PLATO-R is an autonomous, robotic observatory that can be deployed anywhere on the Antarctic plateau by Twin Otter
aircraft. It provides heat, data acquisition, communications, and up to 1kW of electric power to support astronomical and
other experiments throughout the year. PLATO-R was deployed in 2012 January to Ridge A, believed to be the site with
the lowest precipitable water vapour (and hence the best atmospheric transmission at terahertz frequencies) on earth.1-4
PLATO-R improves upon previous PLATO designs that were built into ten-foot shipping containers by being much smaller
and lighter, allowing it to be field-deployable within 2-3 days by a crew of four.
First identied in 2009 as the site with the lowest precipitable water and best terahertz transmission on Earth,
Ridge A is located approximately 150 km south of Dome A, Antarctica. To further rene this optimum location
prior to deployment in 2012 of a robotic THz observatory, we have modelled the atmospheric transmission as
a function of location over a 1,000,000 km square grid using three years of data from the Microwave Humidity
Sounder on the NOAA-18 satellite. The modelling identies a broad area of exceptionally low water vapour close
to the 4,000 metre elevation contour, reaching below 100 microns for extended periods of time.
Nigel is a fiber-fed UV/visible grating spectrograph with a thermoelectrically-cooled 256×1024 pixel CCD camera,
designed to measure the twilight and night sky brightness from 300nm to 850 nm. Nigel has three pairs of fibers,
each with a field-of-view with an angular diameter of 25 degrees, pointing in three fixed positions towards the
sky. The bare fibers are exposed to the sky with no additional optics. The instrument was deployed at Dome A,
Antarctica in January 2009 as part of the PLATO (PLATeau Observatory) robotic observatory. During the 2009
winter, Nigel made approximately six months of continuous observations of the sky, with typically 104 deadtime
between exposures. The resulting spectra provide quantitative information on the sky brightness, the auroral
contribution, and the water vapour content of the atmosphere. We present details of the design, construction
and calibration of the Nigel spectrometer, as well some sample spectra from a preliminary analysis.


**What to work on**. Select all lines holding the word "speckled" from the entries that follow.

(Listed records)

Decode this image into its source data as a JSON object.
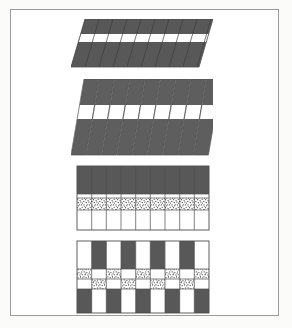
{
  "figure": {
    "title": "",
    "background_color": "#fbfbfa",
    "page_color": "#ffffff",
    "frame_border_color": "#9b9b9b",
    "frame": {
      "x": 10,
      "y": 9,
      "width": 269,
      "height": 307
    },
    "palette": {
      "dark_fill": "#585858",
      "dark_fill_alt": "#5e5e5e",
      "white_fill": "#ffffff",
      "speckle_background": "#ffffff",
      "speckle_dot": "#4a4a4a",
      "outline": "#4d4d4d",
      "thin_rule": "#6d6d6d"
    },
    "panel_count": 4,
    "panels": [
      {
        "id": "panel-1",
        "name": "horizontal-banded-sheared-block",
        "label": "",
        "x": 70,
        "y": 18,
        "width": 138,
        "height": 48,
        "description": "Horizontal three-band block: dark band, white band, dark band, overlaid with parallel diagonal shear lines.",
        "shear_lines": 9,
        "shear_dx": 14,
        "bands": [
          {
            "fill": "dark",
            "height_fraction": 0.3
          },
          {
            "fill": "white",
            "height_fraction": 0.17
          },
          {
            "fill": "dark",
            "height_fraction": 0.53
          }
        ]
      },
      {
        "id": "panel-2",
        "name": "sheared-column-array",
        "label": "",
        "x": 70,
        "y": 78,
        "width": 138,
        "height": 76,
        "description": "Nine slanted (sheared) vertical columns, each containing dark/white/dark bands offset stepwise so the white bands form a zigzag.",
        "columns": 9,
        "column_width": 15.3,
        "shear_dx": 13,
        "bands": [
          {
            "fill": "dark",
            "height_fraction": 0.34
          },
          {
            "fill": "white",
            "height_fraction": 0.18
          },
          {
            "fill": "dark",
            "height_fraction": 0.48
          }
        ]
      },
      {
        "id": "panel-3",
        "name": "three-layer-column-grid",
        "label": "",
        "x": 74,
        "y": 163,
        "width": 132,
        "height": 64,
        "description": "Rectangular grid of nine vertical columns with three stacked horizontal layers: dark top layer, speckled middle layer, white bottom layer.",
        "columns": 9,
        "layers": [
          {
            "fill": "dark",
            "height_fraction": 0.44
          },
          {
            "fill": "speckle",
            "height_fraction": 0.18
          },
          {
            "fill": "white",
            "height_fraction": 0.38
          }
        ]
      },
      {
        "id": "panel-4",
        "name": "offset-checkerboard-grid",
        "label": "",
        "x": 74,
        "y": 238,
        "width": 132,
        "height": 72,
        "description": "Nine-column checkerboard: alternating white and dark cells at top and bottom with staggered speckled bands in the two middle rows.",
        "columns": 9,
        "rows": 4,
        "top_row_pattern": [
          "white",
          "dark",
          "white",
          "dark",
          "white",
          "dark",
          "white",
          "dark",
          "white"
        ],
        "bottom_row_pattern": [
          "dark",
          "white",
          "dark",
          "white",
          "dark",
          "white",
          "dark",
          "white",
          "dark"
        ],
        "speckle_row_1_pattern": [
          "speckle",
          "white",
          "speckle",
          "white",
          "speckle",
          "white",
          "speckle",
          "white",
          "speckle"
        ],
        "speckle_row_2_pattern": [
          "white",
          "speckle",
          "white",
          "speckle",
          "white",
          "speckle",
          "white",
          "speckle",
          "white"
        ],
        "row_height_fractions": [
          0.38,
          0.14,
          0.14,
          0.34
        ]
      }
    ]
  }
}
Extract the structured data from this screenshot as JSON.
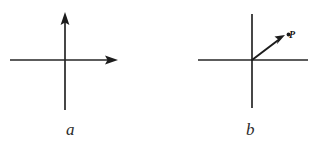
{
  "figure": {
    "width": 314,
    "height": 148,
    "background_color": "#ffffff",
    "ink_color": "#262626",
    "vector_color": "#1c1c1c",
    "panels": [
      {
        "id": "a",
        "caption": "a",
        "description": "coordinate axes with arrowheads on positive x and positive y",
        "origin": {
          "x": 65,
          "y": 60
        },
        "x_axis": {
          "from_x": 10,
          "to_x": 118,
          "y": 60,
          "arrow_at": "right"
        },
        "y_axis": {
          "x": 65,
          "from_y": 110,
          "to_y": 12,
          "arrow_at": "top"
        },
        "vectors": [],
        "points": []
      },
      {
        "id": "b",
        "caption": "b",
        "description": "coordinate axes without arrowheads, with a position vector drawn to point P",
        "origin": {
          "x": 252,
          "y": 60
        },
        "x_axis": {
          "from_x": 198,
          "to_x": 308,
          "y": 60,
          "arrow_at": "none"
        },
        "y_axis": {
          "x": 252,
          "from_y": 108,
          "to_y": 14,
          "arrow_at": "none"
        },
        "vectors": [
          {
            "name": "position-vector",
            "from": {
              "x": 252,
              "y": 60
            },
            "to": {
              "x": 284,
              "y": 36
            },
            "arrow_at": "end"
          }
        ],
        "points": [
          {
            "name": "point-p",
            "label": "P",
            "x": 288,
            "y": 35
          }
        ]
      }
    ]
  }
}
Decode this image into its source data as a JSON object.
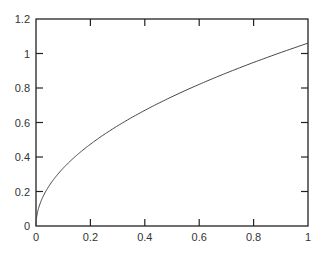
{
  "chart_data": {
    "type": "line",
    "title": "",
    "xlabel": "",
    "ylabel": "",
    "xlim": [
      0,
      1
    ],
    "ylim": [
      0,
      1.2
    ],
    "grid": false,
    "legend": null,
    "x_ticks": [
      "0",
      "0.2",
      "0.4",
      "0.6",
      "0.8",
      "1"
    ],
    "y_ticks": [
      "0",
      "0.2",
      "0.4",
      "0.6",
      "0.8",
      "1",
      "1.2"
    ],
    "series": [
      {
        "name": "curve",
        "description": "approx y = 1.06 * sqrt(x)",
        "x": [
          0,
          0.01,
          0.05,
          0.1,
          0.2,
          0.3,
          0.4,
          0.5,
          0.6,
          0.7,
          0.8,
          0.9,
          1.0
        ],
        "y": [
          0,
          0.106,
          0.237,
          0.335,
          0.474,
          0.581,
          0.67,
          0.75,
          0.821,
          0.887,
          0.948,
          1.006,
          1.06
        ]
      }
    ]
  },
  "colors": {
    "axis": "#222222",
    "line": "#444444",
    "text": "#333333",
    "background": "#ffffff"
  }
}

(End Listed records)

**Task response**.
        "description": "Rectangular grid of nine vertical columns with three stacked horizontal layers: dark top layer, speckled middle layer, white bottom layer.",
        "description": "Nine-column checkerboard: alternating white and dark cells at top and bottom with staggered speckled bands in the two middle rows.",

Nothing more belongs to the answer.